*Information provided:*

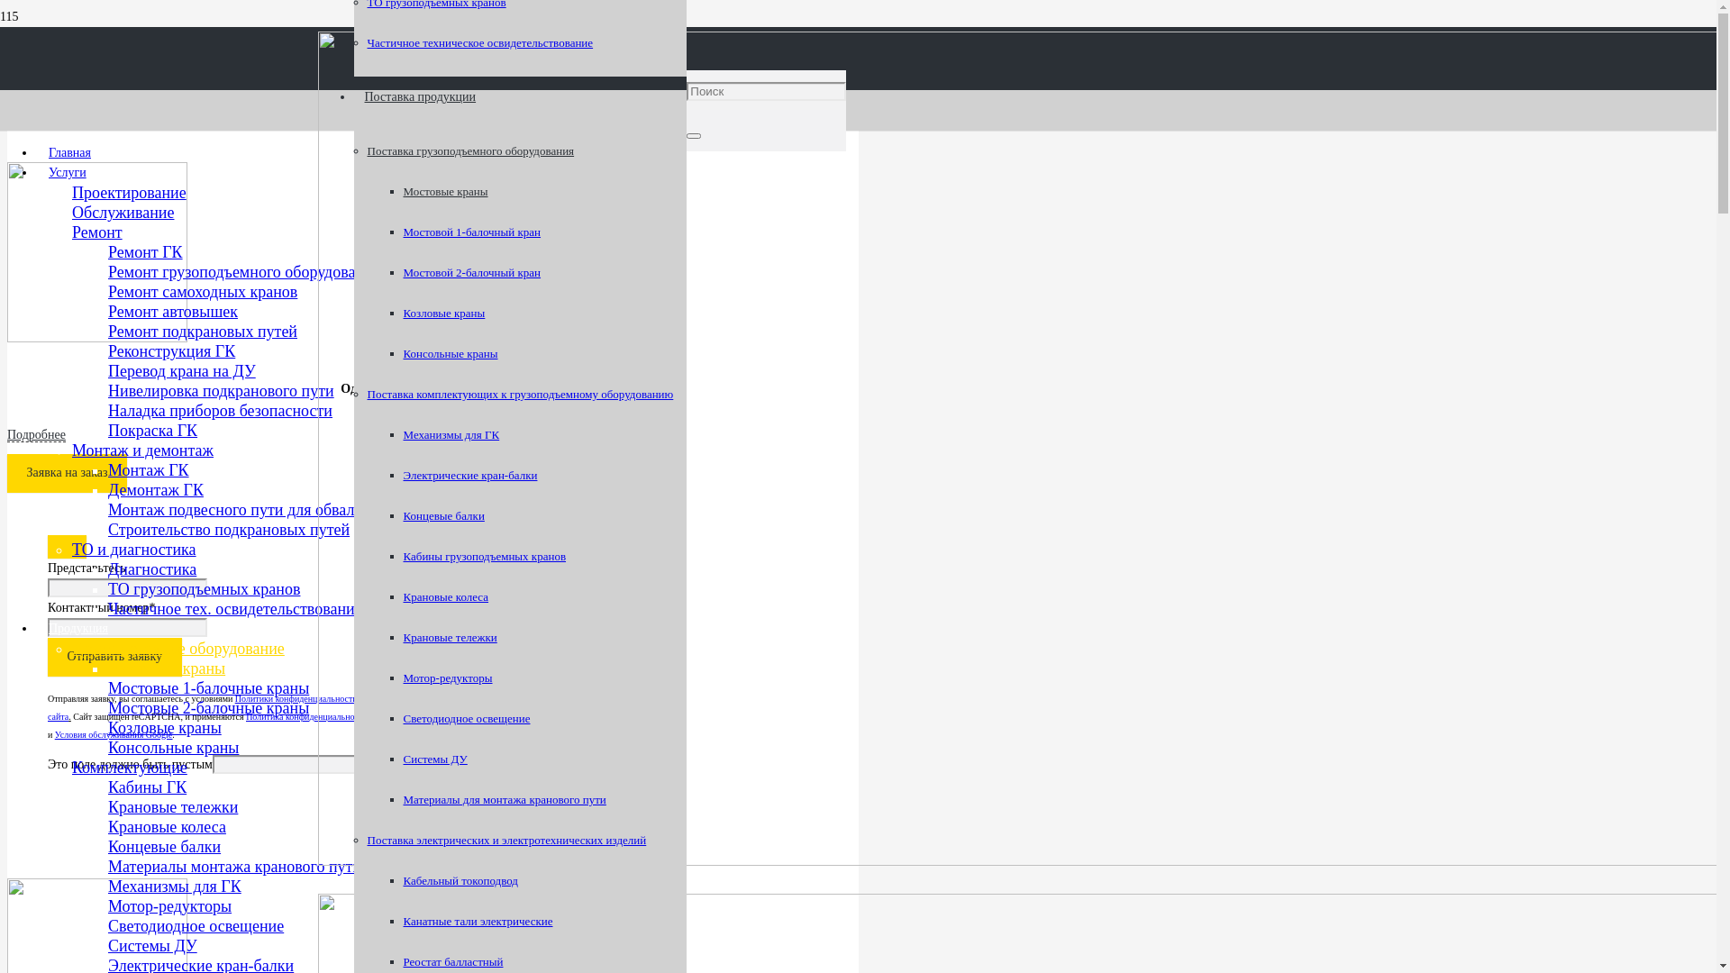 The width and height of the screenshot is (1730, 973). Describe the element at coordinates (67, 547) in the screenshot. I see `submit` at that location.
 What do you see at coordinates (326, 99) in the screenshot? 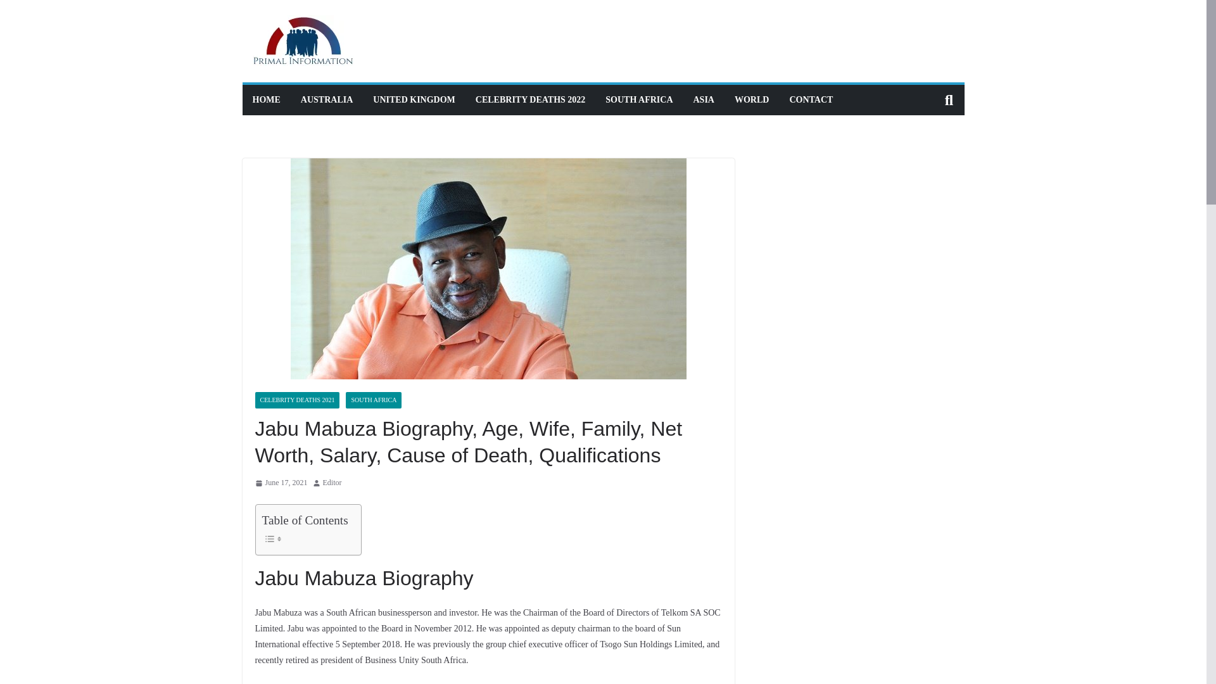
I see `AUSTRALIA` at bounding box center [326, 99].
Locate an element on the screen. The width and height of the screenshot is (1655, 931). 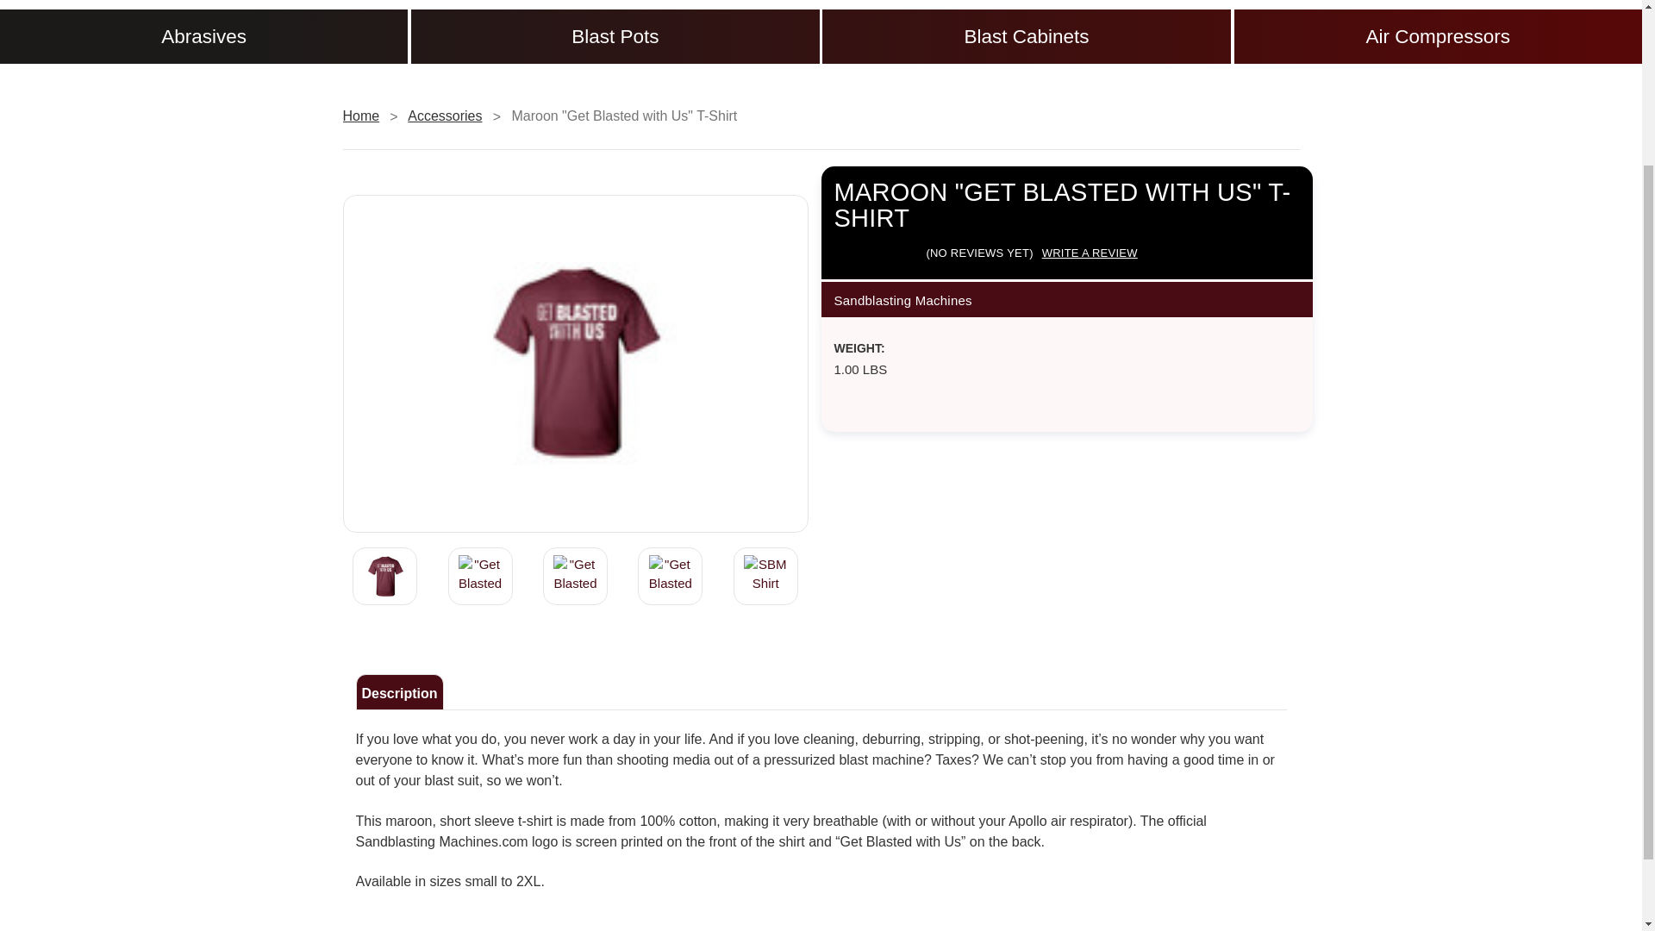
"Get Blasted With Us" Back on Model is located at coordinates (574, 576).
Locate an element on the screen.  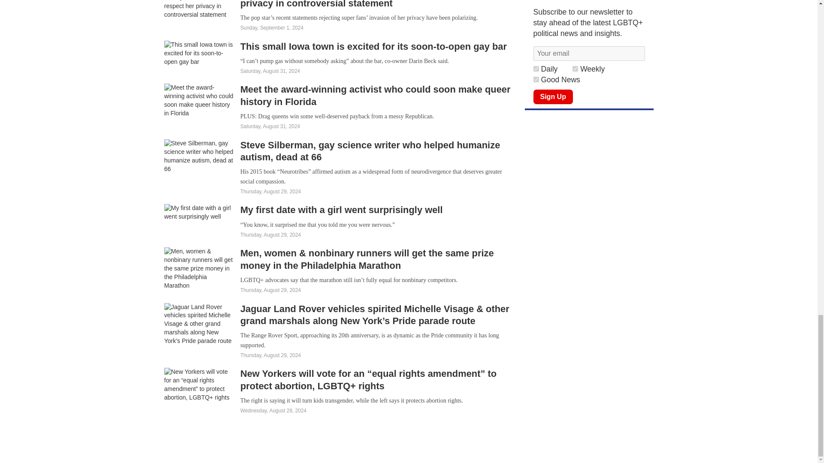
Sign Up is located at coordinates (553, 97).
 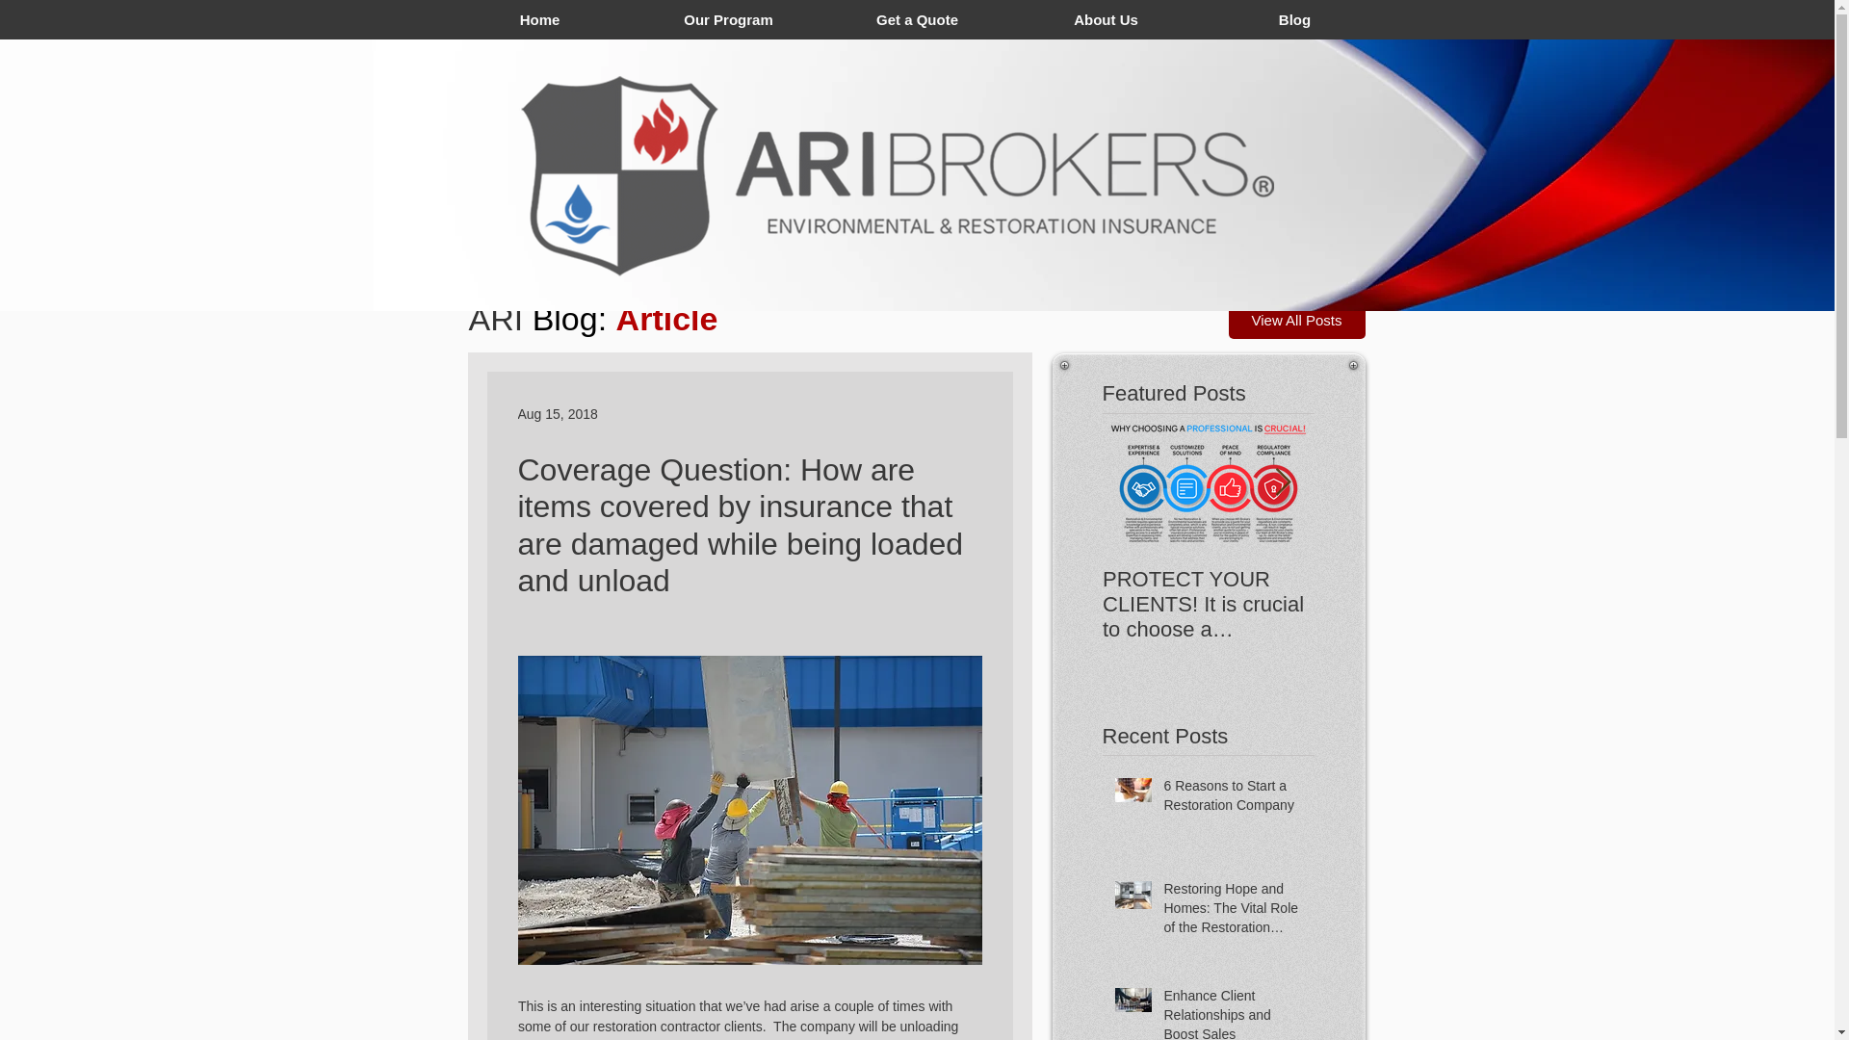 What do you see at coordinates (1232, 799) in the screenshot?
I see `6 Reasons to Start a Restoration Company` at bounding box center [1232, 799].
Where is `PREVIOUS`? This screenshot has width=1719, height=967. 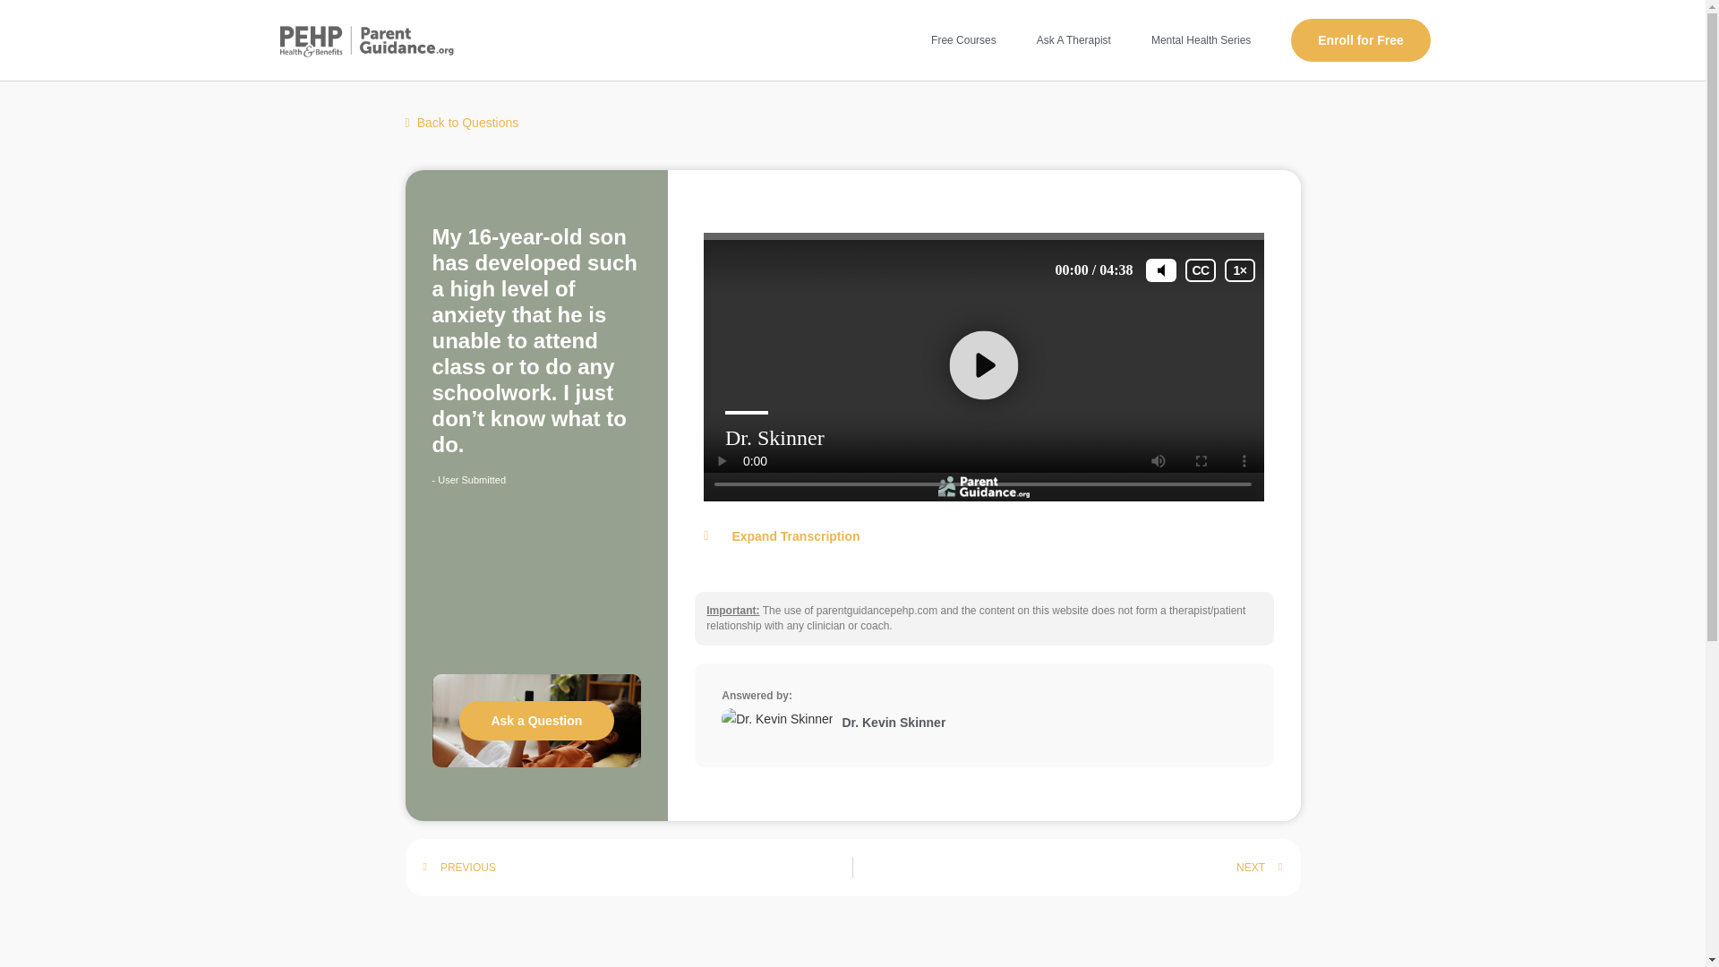
PREVIOUS is located at coordinates (638, 867).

*About this task:* When the line containing "What do you see at coordinates (326, 99)" is reached, write out that line and each one after it exactly, ending with the last line of the records; pictures are not copied.

*Response area:*
 What do you see at coordinates (326, 99) in the screenshot? 
I see `AUSTRALIA` at bounding box center [326, 99].
Locate an element on the screen. The width and height of the screenshot is (1655, 931). 
"Get Blasted With Us" Back on Model is located at coordinates (574, 576).
Locate an element on the screen.  
Sign Up is located at coordinates (553, 97).
  What do you see at coordinates (1232, 799) in the screenshot?
I see `6 Reasons to Start a Restoration Company` at bounding box center [1232, 799].
Where is `PREVIOUS`? This screenshot has width=1719, height=967. 
PREVIOUS is located at coordinates (638, 867).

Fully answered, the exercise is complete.